Joined October 15, 2010; user ID = 1 as the creator of the forum.

Most of my memories were from the earliest days trying to get the site off the ground after Dizpins’ closure — along with my cousins (@Bricklayer and @thejessta) we were attending almost every pin event in SoCal for the first year or two of operation. (check out The "Blast from the Past" thread for some event coverage and photos from 2010-2011 when we were more active)

At the time I’d just graduated grad school so was in the early stages of my career, which is why I fell out of the hobby fairly early on, but I felt like the site needed to stay alive for the benefit of the hobby....and here we are 15 years later.

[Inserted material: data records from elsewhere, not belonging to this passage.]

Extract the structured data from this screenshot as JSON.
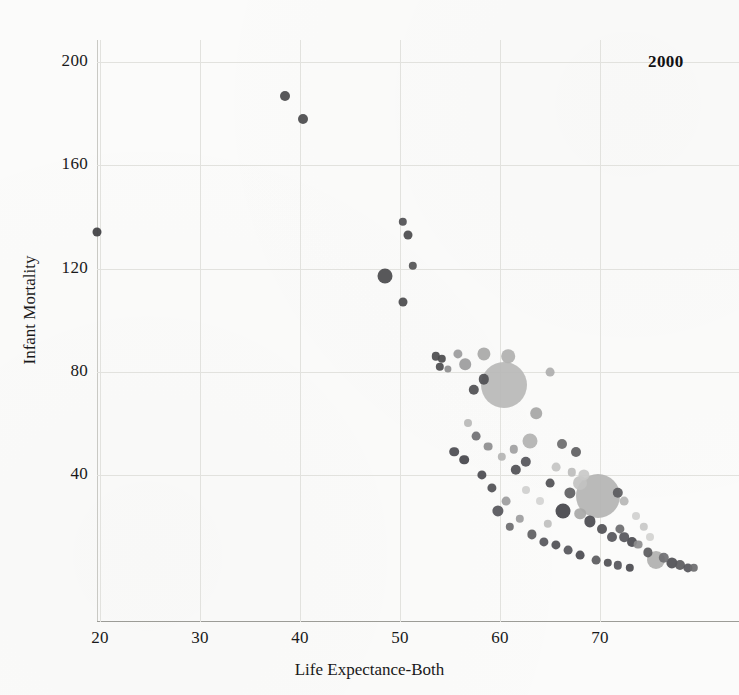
{
  "chart_data": {
    "type": "scatter",
    "title": "",
    "annotation": "2000",
    "xlabel": "Life Expectance-Both",
    "ylabel": "Infant Mortality",
    "xticks": [
      20,
      30,
      40,
      50,
      60,
      70
    ],
    "yticks": [
      40,
      80,
      120,
      160,
      200
    ],
    "xlim": [
      19.7,
      79.9
    ],
    "ylim": [
      0,
      213
    ],
    "grid": true,
    "legend": null,
    "bubble_size_meaning": "population",
    "colors": {
      "dark_bubble": "#4a4a4c",
      "mid_bubble": "#8d8d8e",
      "light_bubble": "#b9b9b8",
      "pale_bubble": "#d4d4d2",
      "gridline": "#e2e2de",
      "axis": "#9c9c97",
      "text": "#19191a",
      "background": "#fbfbfa"
    },
    "points": [
      {
        "x": 19.7,
        "y": 134,
        "r": 4.5,
        "c": "#3f3f42"
      },
      {
        "x": 38.5,
        "y": 187,
        "r": 5.0,
        "c": "#4a4a4c"
      },
      {
        "x": 40.3,
        "y": 178,
        "r": 5.0,
        "c": "#4a4a4c"
      },
      {
        "x": 50.3,
        "y": 138,
        "r": 4.2,
        "c": "#4f4f52"
      },
      {
        "x": 50.8,
        "y": 133,
        "r": 4.5,
        "c": "#4a4a4c"
      },
      {
        "x": 51.3,
        "y": 121,
        "r": 4.2,
        "c": "#525254"
      },
      {
        "x": 48.5,
        "y": 117,
        "r": 7.5,
        "c": "#4a4a4c"
      },
      {
        "x": 50.3,
        "y": 107,
        "r": 4.5,
        "c": "#4a4a4c"
      },
      {
        "x": 53.6,
        "y": 86,
        "r": 4.2,
        "c": "#4b4b4d"
      },
      {
        "x": 54.2,
        "y": 85,
        "r": 4.2,
        "c": "#4b4b4d"
      },
      {
        "x": 54.0,
        "y": 82,
        "r": 4.2,
        "c": "#4b4b4d"
      },
      {
        "x": 54.8,
        "y": 81,
        "r": 3.6,
        "c": "#8d8d8e"
      },
      {
        "x": 55.8,
        "y": 87,
        "r": 4.6,
        "c": "#9b9b9c"
      },
      {
        "x": 56.5,
        "y": 83,
        "r": 5.8,
        "c": "#9b9b9c"
      },
      {
        "x": 58.4,
        "y": 87,
        "r": 6.6,
        "c": "#a8a8a7"
      },
      {
        "x": 60.8,
        "y": 86,
        "r": 6.8,
        "c": "#b0b0af"
      },
      {
        "x": 60.4,
        "y": 75,
        "r": 23.0,
        "c": "#b8b8b7"
      },
      {
        "x": 58.4,
        "y": 77,
        "r": 5.2,
        "c": "#4f4f52"
      },
      {
        "x": 57.4,
        "y": 73,
        "r": 5.2,
        "c": "#4f4f52"
      },
      {
        "x": 65.0,
        "y": 80,
        "r": 4.4,
        "c": "#aeaeae"
      },
      {
        "x": 63.6,
        "y": 64,
        "r": 5.8,
        "c": "#a6a6a5"
      },
      {
        "x": 63.0,
        "y": 53,
        "r": 7.5,
        "c": "#b2b2b1"
      },
      {
        "x": 66.2,
        "y": 52,
        "r": 5.0,
        "c": "#6b6b6d"
      },
      {
        "x": 67.6,
        "y": 49,
        "r": 5.0,
        "c": "#5e5e61"
      },
      {
        "x": 62.6,
        "y": 45,
        "r": 5.2,
        "c": "#55555a"
      },
      {
        "x": 61.6,
        "y": 42,
        "r": 5.2,
        "c": "#4f4f54"
      },
      {
        "x": 65.6,
        "y": 43,
        "r": 4.4,
        "c": "#c4c4c3"
      },
      {
        "x": 67.2,
        "y": 41,
        "r": 4.2,
        "c": "#bdbdbc"
      },
      {
        "x": 68.4,
        "y": 40,
        "r": 5.6,
        "c": "#c9c9c8"
      },
      {
        "x": 68.0,
        "y": 37,
        "r": 7.0,
        "c": "#c2c2c1"
      },
      {
        "x": 65.0,
        "y": 37,
        "r": 4.4,
        "c": "#4f4f52"
      },
      {
        "x": 69.8,
        "y": 32,
        "r": 22.0,
        "c": "#b4b4b3"
      },
      {
        "x": 67.0,
        "y": 33,
        "r": 5.6,
        "c": "#5e5e61"
      },
      {
        "x": 71.8,
        "y": 33,
        "r": 5.2,
        "c": "#5a5a5d"
      },
      {
        "x": 72.4,
        "y": 30,
        "r": 4.4,
        "c": "#b6b6b5"
      },
      {
        "x": 66.3,
        "y": 26,
        "r": 7.5,
        "c": "#44444a"
      },
      {
        "x": 68.0,
        "y": 25,
        "r": 5.8,
        "c": "#a8a8a7"
      },
      {
        "x": 69.0,
        "y": 22,
        "r": 5.6,
        "c": "#4a4a4f"
      },
      {
        "x": 70.2,
        "y": 19,
        "r": 5.0,
        "c": "#4f4f54"
      },
      {
        "x": 71.2,
        "y": 16,
        "r": 5.0,
        "c": "#55555a"
      },
      {
        "x": 72.4,
        "y": 16,
        "r": 4.8,
        "c": "#55555a"
      },
      {
        "x": 73.2,
        "y": 14,
        "r": 5.0,
        "c": "#4a4a4f"
      },
      {
        "x": 72.0,
        "y": 19,
        "r": 4.6,
        "c": "#6b6b6e"
      },
      {
        "x": 73.8,
        "y": 13,
        "r": 4.4,
        "c": "#8d8d8e"
      },
      {
        "x": 74.8,
        "y": 10,
        "r": 4.6,
        "c": "#5a5a5d"
      },
      {
        "x": 75.6,
        "y": 7,
        "r": 9.0,
        "c": "#b0b0af"
      },
      {
        "x": 76.4,
        "y": 8,
        "r": 5.2,
        "c": "#6f6f72"
      },
      {
        "x": 77.2,
        "y": 6,
        "r": 5.6,
        "c": "#4f4f54"
      },
      {
        "x": 78.0,
        "y": 5,
        "r": 5.0,
        "c": "#5a5a5d"
      },
      {
        "x": 78.8,
        "y": 4,
        "r": 4.6,
        "c": "#55555a"
      },
      {
        "x": 79.4,
        "y": 4,
        "r": 4.2,
        "c": "#6b6b6e"
      },
      {
        "x": 75.0,
        "y": 16,
        "r": 4.0,
        "c": "#d2d2d0"
      },
      {
        "x": 73.6,
        "y": 24,
        "r": 4.0,
        "c": "#d0d0cf"
      },
      {
        "x": 74.4,
        "y": 20,
        "r": 4.2,
        "c": "#c8c8c7"
      },
      {
        "x": 64.0,
        "y": 30,
        "r": 4.0,
        "c": "#d4d4d2"
      },
      {
        "x": 62.6,
        "y": 34,
        "r": 4.0,
        "c": "#cfcfce"
      },
      {
        "x": 64.8,
        "y": 21,
        "r": 4.2,
        "c": "#bfbfbe"
      },
      {
        "x": 62.0,
        "y": 23,
        "r": 4.2,
        "c": "#9d9d9e"
      },
      {
        "x": 63.2,
        "y": 17,
        "r": 4.6,
        "c": "#5e5e61"
      },
      {
        "x": 64.4,
        "y": 14,
        "r": 4.6,
        "c": "#55555a"
      },
      {
        "x": 65.6,
        "y": 13,
        "r": 4.6,
        "c": "#4f4f54"
      },
      {
        "x": 66.8,
        "y": 11,
        "r": 4.4,
        "c": "#55555a"
      },
      {
        "x": 68.0,
        "y": 9,
        "r": 4.4,
        "c": "#4a4a4f"
      },
      {
        "x": 61.0,
        "y": 20,
        "r": 4.2,
        "c": "#6b6b6e"
      },
      {
        "x": 59.8,
        "y": 26,
        "r": 5.6,
        "c": "#55555a"
      },
      {
        "x": 60.6,
        "y": 30,
        "r": 4.4,
        "c": "#9c9c9d"
      },
      {
        "x": 59.2,
        "y": 35,
        "r": 4.6,
        "c": "#4f4f54"
      },
      {
        "x": 58.2,
        "y": 40,
        "r": 4.6,
        "c": "#4a4a4f"
      },
      {
        "x": 56.4,
        "y": 46,
        "r": 4.8,
        "c": "#44444a"
      },
      {
        "x": 55.4,
        "y": 49,
        "r": 4.8,
        "c": "#4a4a4f"
      },
      {
        "x": 57.6,
        "y": 55,
        "r": 4.4,
        "c": "#6f6f72"
      },
      {
        "x": 58.8,
        "y": 51,
        "r": 4.4,
        "c": "#8d8d8e"
      },
      {
        "x": 60.2,
        "y": 47,
        "r": 4.2,
        "c": "#b4b4b3"
      },
      {
        "x": 61.4,
        "y": 50,
        "r": 4.2,
        "c": "#a0a0a1"
      },
      {
        "x": 56.8,
        "y": 60,
        "r": 4.0,
        "c": "#b8b8b7"
      },
      {
        "x": 69.6,
        "y": 7,
        "r": 4.4,
        "c": "#5a5a5d"
      },
      {
        "x": 70.8,
        "y": 6,
        "r": 4.2,
        "c": "#4f4f54"
      },
      {
        "x": 71.8,
        "y": 5,
        "r": 4.2,
        "c": "#55555a"
      },
      {
        "x": 73.0,
        "y": 4,
        "r": 4.2,
        "c": "#4a4a4f"
      }
    ]
  }
}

Another...maybe less pleasant memory — but a memory nonetheless — is of all the early drama, which has been summarized quite well in the following reddit post -- if you weren't around during that time (or if you were) -- it's a rollercoaster of a read, and in retrospect, it makes me happy that we are a part of the hobbies' history in some way:


Also quoting here for posterity, in case the original reddit post ever goes away (credit to /u/CoolClearMorning):
Thanks for posting this here. I read this about once a year. I don’t save a lot of reddit posts, but this one is still saved.
 
Thanks for posting this here. I read this about once a year. I don’t save a lot of reddit posts, but this one is still saved.
i have to admit that i revisit it from time to time -- it's such a good, well-structured chronicle of events, and the links to the historical threads/posts (where relevant) makes it so good.
 
Updated to here.

Wow, with each passing day, I am learning more and more and more about our DPF Fam. Thank you to all you have entered, and to the Admins/Mods who have chimed in too.

We still have the 19th, so I am hoping MORE Members will sign up.

*Note to any new Members, if you are able to satisfy the New Member Requirements by the 19th, you are welcome to join this game. Thank you.
 
Updated to here:

I'm pleased to see a few years, doubled/tripled up. Hope to see more.

2021 and 2023 are still open for entries.

I'm tempted to start researching and see if I can find members for these two years and fill this up. If anyone knows a member for either year, or, members that haven't entered, please....tag them.

Thank You!
 
I had to go to my profile to confirm I joined in 2016! Almost 10 years ago!!

Def lots of memories, esp when I was much more active on the site. I'm definitely happy to have made lasting friendship from my internet pin friends, including one for whom I was an honorary bridesmaid in her wedding!